Bailey v. Wilson
This text of 17 S.C.L. 15 (Bailey v. Wilson) is published on Counsel Stack Legal Research, covering Court of Appeals of North Carolina primary law. Counsel Stack provides free access to over 12 million legal documents including statutes, case law, regulations, and constitutions.
Opinion
delivered the opinion of the Court.
The rule of Court expressly requires that a copy of the plaintiff’s cause of action, if it be in writing, shall be endorsed oi\ or annexed to the copy-processl And this is the more necessary, as from the concise manner in which, according to the practice of the Court, it is usually set out in the body of the process, the plaintiff’s case, would, otherwise, be imperfectly understood. The rule is rigidly adhered to in practice, and ought not to be departed from.
The omission is, I think, analogous to the want of a bill of particulars to a declaration, and in that form the defendant was not bound to plead to it, but might have demurred, or, as in this case, moved to quash the proceedings, (Bacon Abr. Abatement H.) and that motion is now granted as to the case first in order.
In relation to the remaining question, I will observe, passingly, that I am not satisfied that the result contemplated by the defendant’s counsel, would have necessarily followed, if he had succeeded in getting in the evidence, for I am not prepared to say, that if the judgments had been reduced, even within the exclusive jurisdiction of a magistrate, that the Court in which the judgments were obtained, was excluded from carrying them fully into effect; but the case has been placed here entirely upon the state of the pleadings, and it will be enough for the present, to decide it upon that ground.
The defendant claims the right to have been let into evidence of payment, on the ground that formal pleas are dispensed with in the summary jurisdiction both by law and the usage of the bar, amongst whom strict pleading is rarely insisted on. The same necessity exists as well in this as in the higher jurisdiction of the Court, for apprising the plaintiff of the grounds of the defence, and when that defence consists of a matter pleadable at law, I cannot conceive of any forms more convenient or appropriate than those established by the practice of the Courts: And if a case should occur in which these would not apply, and that might well happen, as this is a species of equity jurisdiction, something in the form of an answer would be admissible.
I know of no provision in the act creating this jurisdiction, which dispenses with a written plea in some form or other; on the contrary, the defendant is required by the very terms of the summons, to file his defence with the clerk of the Court, and to give notice thereof to the plaintiff. I am aware that a mistaken liberality has led the bar, very generally, to dispense with formal pleas in those cases, and with respect to these matters, the Court will permit them to manage them in their own way, so far as they agree; but with respect to the Court itself, there can be but one rule; the law must be enforced. In the last case, the motion is, therefore, refused.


Task prompt >> Starting with the line that contains "Y1, X2, Y2).", repeat exactly every line through the last one in the records below, and leave out the pictures.

Record extracts >>
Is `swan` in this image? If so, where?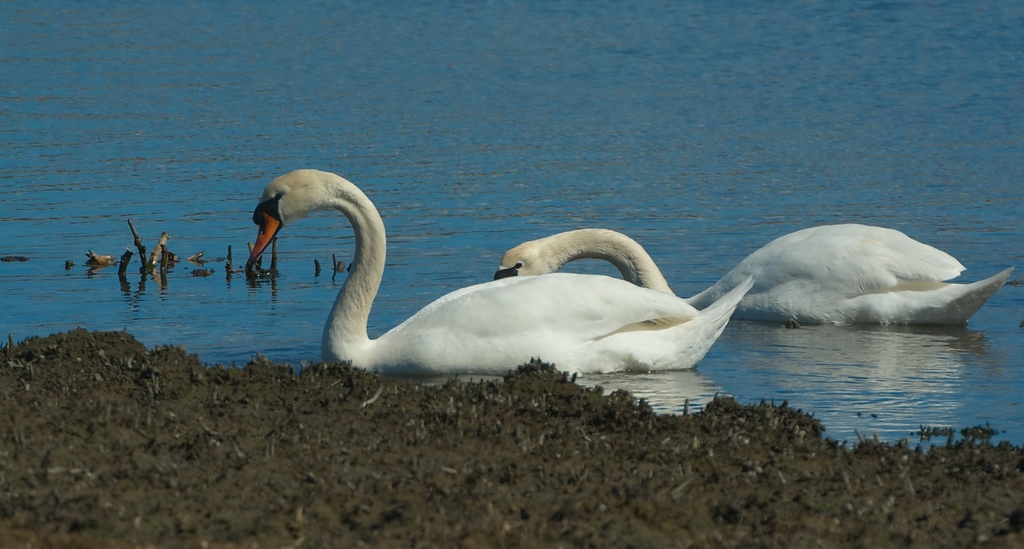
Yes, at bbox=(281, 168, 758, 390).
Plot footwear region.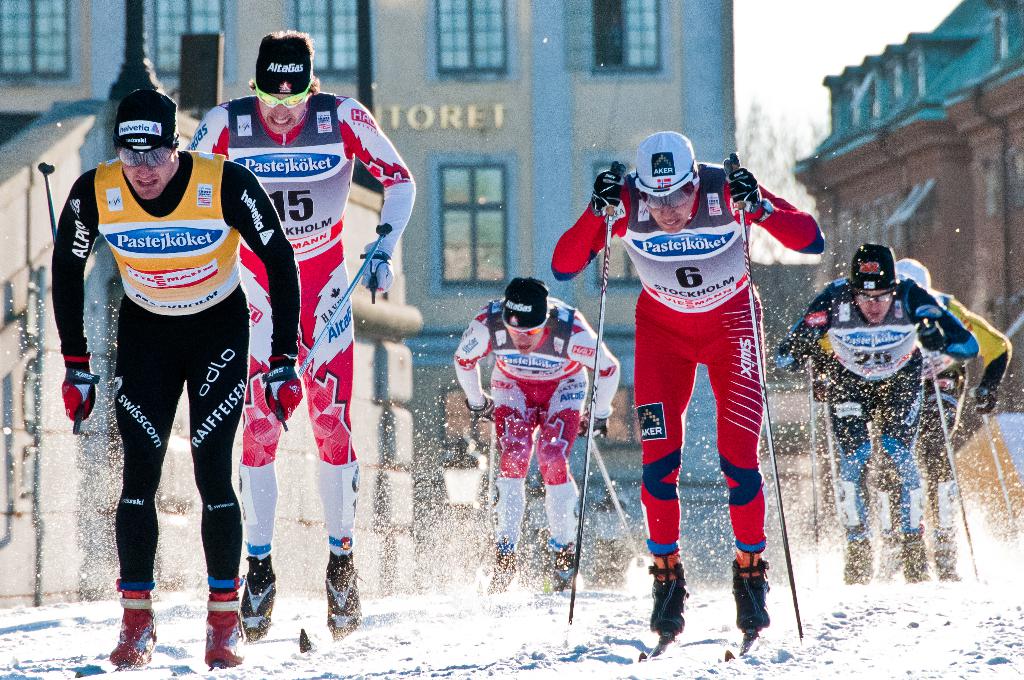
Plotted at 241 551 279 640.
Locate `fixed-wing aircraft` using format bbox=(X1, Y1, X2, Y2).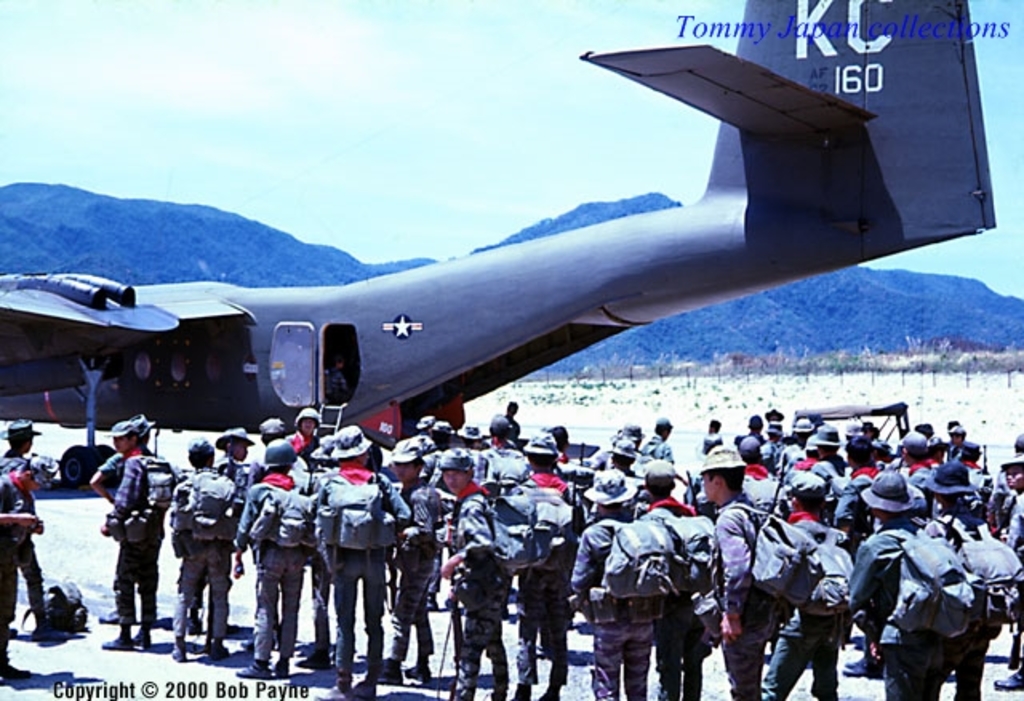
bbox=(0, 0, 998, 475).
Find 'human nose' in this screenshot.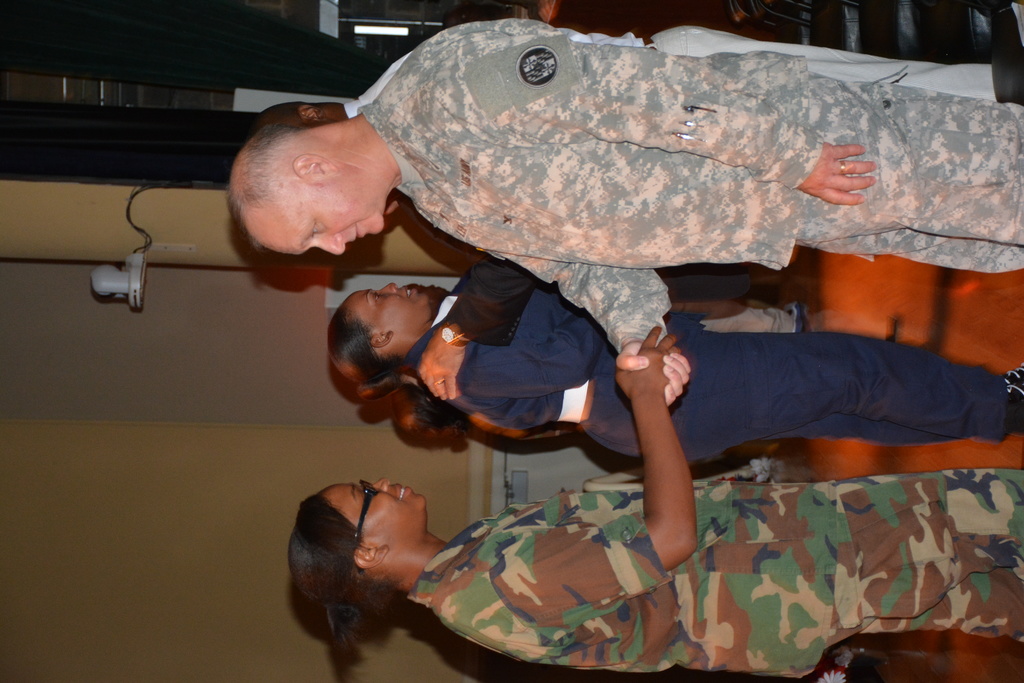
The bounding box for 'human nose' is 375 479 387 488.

Answer for this exercise >>
Locate `fixed-wing aircraft` using format bbox=(X1, Y1, X2, Y2).
bbox=(0, 0, 998, 475).
Find 'human nose' in this screenshot.
The bounding box for 'human nose' is 375 479 387 488.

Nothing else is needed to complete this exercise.